KIM NAPIER: The headline yesterday was 160,000 Australians could lose access to the NDIS. Why should families see this as reform and not simply cuts?
JENNY MCALLISTER: Kim, this is a scheme that Australians are incredibly proud of, and it was hard fought by people with disability. Put this scheme in place. We want it to be here for the long term. And I think most Australians do understand that whilst this is a scheme to be proud of, it has got out of control. There is too much fraud. It's distorting other parts of the care economy and often not providing sufficiently high-quality care for participants. And truly it costs too much. It's servicing many more people than it was originally intended to do, and the announcements we've made yesterday are setting a path to get this scheme back on track. There are some things we'll do in the short term, but there's some longer term steps that we'll take as well, including clearly defining who will be eligible for the scheme in the future.
KIM NAPIER: Now you mentioned fraud, and there was a text yesterday afternoon to our Drive Program. The person said that they worked for an NDIS provider for a few years. Left the sector because I could no longer put up with witnessing the abuse of the system by some providers, mostly in the allied health service by allied health service providers, they were charging participants outrageous amounts of money, often for services of little use to them. And I'm glad that this is being looked at. Does that seem to be the universal view?
JENNY MCALLISTER: That is a really familiar story Kim, and it's honestly the thing that has troubled me the most since coming into the portfolio, I'm really pleased about the steps that we announced yesterday, which will make a huge difference in this area.
We’ll require registration for providers that deliver high risk services. We'll make sure every provider is enrolled with the NDIA so that we can see where the money is going, and we'll take some really important steps to reform plan management.
These are the middlemen who play a really important integrity role in the scheme. A lot of great providers, but unfortunately some really poor providers as well, and we're going to take some very significant steps to clean up that part of the system.
KIM NAPIER: And that is good news. I'm sure, you know, there's no one that would disagree with that, but people who lose access to the NDIS are being told they'll be redirected to state run foundational supports. But many, Jenny of those services don't yet appear fully established. Are families being asked to trust a safety net that actually isn't built yet?
JENNY MCALLISTER: The roadmap that Mark laid out yesterday will take some time to work through. So we imagine working with a technical advisory group and disability experts and advocates and people with disability over the next little while to build up this new functional capacity assessment. We don't imagine implementing it until the first of January 2028 there's time for us to work with the disability community to get this right. There's also time to work with the states and territories to make sure that proper supports will be available. We want everyone with disability to have support, but not everyone with disability is presently on the NDIS, and we want to make sure that the NDIS really is reserved for people whose disability is permanent and significant.
KIM NAPIER: Regional areas like Northern Tasmania, who you're speaking to right now, already struggle with Disability Services and workforce shortages. What guarantees can you give families here that they won't be left with fewer supports and longer waits?
JENNY MCALLISTER: I was in Northern Tasmania just recently, actually last week, and met with some really terrific provider organizations. I know that there are challenges, essentially in places where there are smaller populations, and Northern TAS meets that criteria. Yesterday's announcement really leans in hard to the quality providers in the system. We are, for example, going to examine commissioning SIL services, providing much more certainty to those high quality providers, so that we can be certain that we meet the demand for SIL services in communities where we've got people who are looking for support. The registration system also matters. It will make sure that high quality providers aren't being undercut by poor quality service offerings who are simply in there to make money. We want people who are offering services to disabled people to be doing it for the right reasons, providing quality services that are safe and offer real value to disabled people.
KIM NAPIER: All right, let's wrap up by just extrapolating, I guess, on families being asked to trust a safety net that isn't built yet. Critics, including disability advocates, the Greens, state governments around the country say these changes have been announced before key eligibility details are even public. So why release headline saving figures before families know exactly who will be affected?
JENNY MCALLISTER: We're committed to working on this with disabled people and their families. We need to start somewhere, and we've tried yesterday to level with people about the challenge. This scheme is growing too fast. It is at risk of losing Community Trust, we are determined to reform it so that it will be here in the long term, and we're setting the direction yesterday, describing the kinds of changes we intend to make and the work that we'll do with disabled people to put those in place.
KIM NAPIER: Minister Jenny McAllister, thanks for your time this morning.
JENNY MCALLISTER: Thanks for having me, Kim.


▶ **Requirement**
Please repeat the records exactly, keeping the pictures out.

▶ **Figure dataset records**

☆ ☆ ☆ ☆ ☆ ☆ ☆

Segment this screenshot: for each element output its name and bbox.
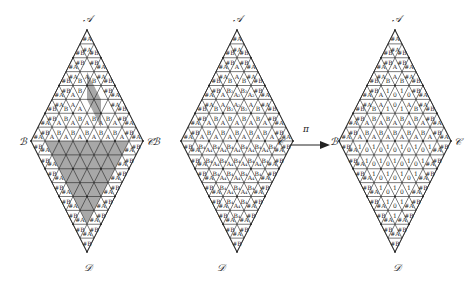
cell-label: B [256,115,261,122]
cell-label: A [364,119,370,126]
cell-label: A [98,119,104,126]
cell-label: B [421,129,426,136]
cell-label: 0 [365,146,369,153]
left-vertex-d: 𝒟 [84,262,92,274]
cell-label: 0 [372,160,376,167]
cell-label: A [220,101,226,108]
cell-label: A [77,133,83,140]
cell-label: A [220,91,226,98]
cell-label: B [379,129,384,136]
middle-vertex-a: 𝒜 [233,13,242,25]
cell-label: 0 [400,188,404,195]
map-arrow-icon [290,140,330,150]
cell-label: A [357,133,363,140]
cell-label: A [371,133,377,140]
cell-label: A [399,133,405,140]
left-vertex-b: ℬ [19,136,27,147]
right-vertex-b: ℬ [330,136,338,147]
cell-label: A [70,101,76,108]
cell-label: A [220,119,226,126]
middle-vertex-b: ℬ [152,136,160,147]
cell-label: B [235,129,240,136]
cell-label: B [85,129,90,136]
cell-label: 0 [379,174,383,181]
cell-label: B [372,105,377,112]
cell-label: B [386,115,391,122]
cell-label: B [78,77,83,84]
cell-label: 1 [386,87,390,94]
cell-label: 1 [400,87,404,94]
cell-label: B [64,105,69,112]
cell-label: 1 [386,105,390,112]
cell-label: 1 [400,143,404,150]
cell-label: 1 [358,143,362,150]
cell-label: 1 [379,184,383,191]
cell-label: B [414,115,419,122]
cell-label: B [365,129,370,136]
cell-label: A [392,119,398,126]
cell-label: A [105,133,111,140]
cell-label: B [78,115,83,122]
cell-label: A [241,133,247,140]
cell-label: 1 [393,184,397,191]
middle-vertex-d: 𝒟 [217,262,225,274]
cell-label: B [214,115,219,122]
cell-label: B [207,129,212,136]
left-vertex-a: 𝒜 [83,13,92,25]
cell-label: 1 [365,157,369,164]
cell-label: B [78,87,83,94]
cell-label: B [407,129,412,136]
cell-label: 0 [393,91,397,98]
cell-label: A [255,133,261,140]
cell-label: B [386,77,391,84]
cell-label: 0 [393,101,397,108]
cell-label: A [385,133,391,140]
cell-label: 0 [400,160,404,167]
cell-label: B [400,115,405,122]
cell-label: A [84,119,90,126]
cell-label: B [64,115,69,122]
right-vertex-a: 𝒜 [392,13,401,25]
cell-label: A [378,119,384,126]
cell-label: 0 [414,160,418,167]
cell-label: A [392,73,398,80]
cell-label: 0 [386,188,390,195]
cell-label: 1 [379,157,383,164]
cell-label: A [378,101,384,108]
cell-label: A [227,133,233,140]
cell-label: A [91,133,97,140]
pi-label: π [303,124,309,134]
cell-label: B [242,115,247,122]
cell-label: A [213,133,219,140]
cell-label: A [199,133,205,140]
cell-label: 0 [386,160,390,167]
cell-label: A [63,133,69,140]
cell-label: A [56,119,62,126]
cell-label: B [92,115,97,122]
cell-label: A [234,119,240,126]
cell-label: 1 [386,143,390,150]
cell-label: B [71,129,76,136]
cell-label: 1 [372,143,376,150]
cell-label: B [372,115,377,122]
cell-label: 0 [407,146,411,153]
cell-label: A [234,73,240,80]
cell-label: B [228,77,233,84]
cell-label: A [413,133,419,140]
cell-label: A [70,119,76,126]
cell-label: 0 [393,146,397,153]
cell-label: A [378,91,384,98]
right-vertex-c: 𝒞 [454,136,461,148]
cell-label: A [77,105,83,112]
cell-label: A [49,133,55,140]
cell-label: A [206,119,212,126]
cell-label: A [70,91,76,98]
cell-label: 0 [379,146,383,153]
cell-label: A [84,73,90,80]
cell-label: 1 [407,157,411,164]
cell-label: A [406,101,412,108]
cell-label: 0 [393,202,397,209]
cell-label: 1 [372,170,376,177]
cell-label: 1 [400,105,404,112]
cell-label: B [249,129,254,136]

☆ ☆ ☆ ☆ ☆ ☆ ☆

▶ **Response**
Segment this screenshot: for each element output its name and bbox.
cell-label: B [256,115,261,122]
cell-label: A [364,119,370,126]
cell-label: A [98,119,104,126]
cell-label: B [421,129,426,136]
cell-label: 0 [365,146,369,153]
left-vertex-d: 𝒟 [84,262,92,274]
cell-label: 0 [372,160,376,167]
cell-label: A [220,101,226,108]
cell-label: A [77,133,83,140]
cell-label: A [220,91,226,98]
cell-label: B [379,129,384,136]
middle-vertex-a: 𝒜 [233,13,242,25]
cell-label: 0 [400,188,404,195]
map-arrow-icon [290,140,330,150]
cell-label: A [357,133,363,140]
cell-label: A [371,133,377,140]
cell-label: A [399,133,405,140]
left-vertex-b: ℬ [19,136,27,147]
right-vertex-b: ℬ [330,136,338,147]
cell-label: A [70,101,76,108]
cell-label: A [220,119,226,126]
middle-vertex-b: ℬ [152,136,160,147]
cell-label: B [235,129,240,136]
cell-label: B [85,129,90,136]
cell-label: 0 [379,174,383,181]
cell-label: B [372,105,377,112]
cell-label: B [386,115,391,122]
cell-label: B [78,77,83,84]
cell-label: 1 [386,87,390,94]
cell-label: 1 [400,87,404,94]
cell-label: B [64,105,69,112]
cell-label: 1 [386,105,390,112]
cell-label: 1 [400,143,404,150]
cell-label: 1 [358,143,362,150]
cell-label: 1 [379,184,383,191]
cell-label: B [414,115,419,122]
cell-label: B [365,129,370,136]
cell-label: A [392,119,398,126]
cell-label: A [105,133,111,140]
cell-label: B [78,115,83,122]
cell-label: A [241,133,247,140]
cell-label: 1 [393,184,397,191]
middle-vertex-d: 𝒟 [217,262,225,274]
cell-label: B [214,115,219,122]
cell-label: B [207,129,212,136]
left-vertex-a: 𝒜 [83,13,92,25]
cell-label: 1 [365,157,369,164]
cell-label: B [78,87,83,94]
cell-label: B [407,129,412,136]
cell-label: 0 [393,91,397,98]
cell-label: A [255,133,261,140]
cell-label: B [386,77,391,84]
cell-label: 0 [393,101,397,108]
cell-label: A [385,133,391,140]
cell-label: 0 [400,160,404,167]
cell-label: B [400,115,405,122]
cell-label: A [84,119,90,126]
cell-label: B [64,115,69,122]
right-vertex-a: 𝒜 [392,13,401,25]
cell-label: A [378,119,384,126]
cell-label: 0 [414,160,418,167]
cell-label: A [392,73,398,80]
cell-label: 0 [386,188,390,195]
cell-label: 1 [379,157,383,164]
cell-label: A [378,101,384,108]
cell-label: A [227,133,233,140]
cell-label: A [91,133,97,140]
pi-label: π [303,124,309,134]
cell-label: B [242,115,247,122]
cell-label: A [213,133,219,140]
cell-label: A [199,133,205,140]
cell-label: 0 [386,160,390,167]
cell-label: A [63,133,69,140]
cell-label: A [56,119,62,126]
cell-label: B [92,115,97,122]
cell-label: A [234,119,240,126]
cell-label: 1 [386,143,390,150]
cell-label: B [71,129,76,136]
cell-label: 1 [372,143,376,150]
cell-label: B [372,115,377,122]
cell-label: 0 [407,146,411,153]
cell-label: A [234,73,240,80]
cell-label: B [228,77,233,84]
cell-label: A [413,133,419,140]
cell-label: A [70,119,76,126]
cell-label: 0 [393,146,397,153]
cell-label: A [378,91,384,98]
right-vertex-c: 𝒞 [454,136,461,148]
cell-label: A [77,105,83,112]
cell-label: A [49,133,55,140]
cell-label: A [206,119,212,126]
cell-label: A [70,91,76,98]
cell-label: 0 [379,146,383,153]
cell-label: A [84,73,90,80]
cell-label: 1 [407,157,411,164]
cell-label: A [406,101,412,108]
cell-label: 0 [393,202,397,209]
cell-label: 1 [372,170,376,177]
cell-label: 1 [400,105,404,112]
cell-label: B [249,129,254,136]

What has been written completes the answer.